An Efficient Touchless Experience


Touradj Barman, President and Co-Founder, Up n’ go Contactless Payments


Upngo.com
How is technology facilitating a touchless guest experience?
Technology’s job is to nudge what already exists to support what people are already doing. Apple Pay is a familiar example: People already have phones and merchants already have card readers, and for centuries, consumers have reached towards merchants to make purchases. When someone hovers a phone they already have, over a card reader the merchant already owns with a gesture used for centuries, you have an efficient touchless experience. Up n’ go brings this experience from the counter to the table letting guests scan a QR code on a check that’s already presented using a phone they already own.

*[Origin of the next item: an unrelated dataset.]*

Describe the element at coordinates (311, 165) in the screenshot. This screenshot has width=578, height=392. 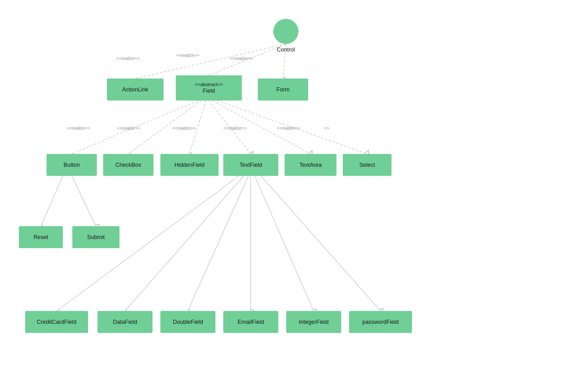
I see `label-textarea: TextArea` at that location.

Describe the ideal restaurant guest experience from ordering through bill paying.
The ideal experience is still years away: I’d walk into a restaurant, sit at my favorite table and have a meal perfectly suited to my taste and mood delivered to me without even ordering. Why should I think about what I want to eat? Thinking is work. If the chef is good, they’ll know want to serve me to delight me, just like when you receive a gift from a very thoughtful person who knows you well. As for paying, I wouldn’t think about that either; I’d just walk out when I’m finished and know my bill was paid.
How does a touchless experience benefit the guest? Restaurant? Staff?
A touchless experience reduces work for everybody. Pulling out cards, passing them around, and the rest of that hassle we all know too well is not only inconvenient and unpleasant, but it wastes everyone’s time. Staff could be taking new orders at other tables. Guests could be enjoying time with their friends. Dining out should a pleasure, and one of the least pleasant experiences I can imagine is someone asking for money. Let’s soften that step. Let’s make payments more secure, splitting checks more fair, tipping not require chargeback-prone handwriting analysis, and of course, make the payment process more hygienic.
Do you have metrics about the efficiencies and ROI that Up n’ go delivers?
Prior to Covid, we did a case study at a busy breakfast restaurant using Up n’ go in Hoboken, New Jersey. We analyzed two months of sales data and separated the payments made using Up n’ go from the payments made not using Up n’ go. The difference was almost hard to believe: Guests who paid with Up n’ go spent an average of $40 in 41 minutes, while the guests who didn’t pay with Up n’ go spent an average of $38 in 61 minutes. That means guests paying with Up n’ go spent 59% more money per hour!
Up n’ go was built in a restaurant (San Diego restaurant Starlite) to streamline the checkout process. Where do you see the industry (including tableside ordering and mobile payments) heading?
Up n’ go was indeed built in a restaurant! To solve a problem, I wanted to be immersed in it. I wanted a restaurant operator to tell me their problems, what works in restaurants, and what doesn’t. Many ideas of how to pay in a restaurant sound spectacular, but don’t work in a real restaurant environment. Going back to my first response: winning technology is incremental. You can’t expect guests or staff to veer too far from what they’re already doing. The industry will evolve with technology that supports existing workflows and leverages as much of existing technology as possible.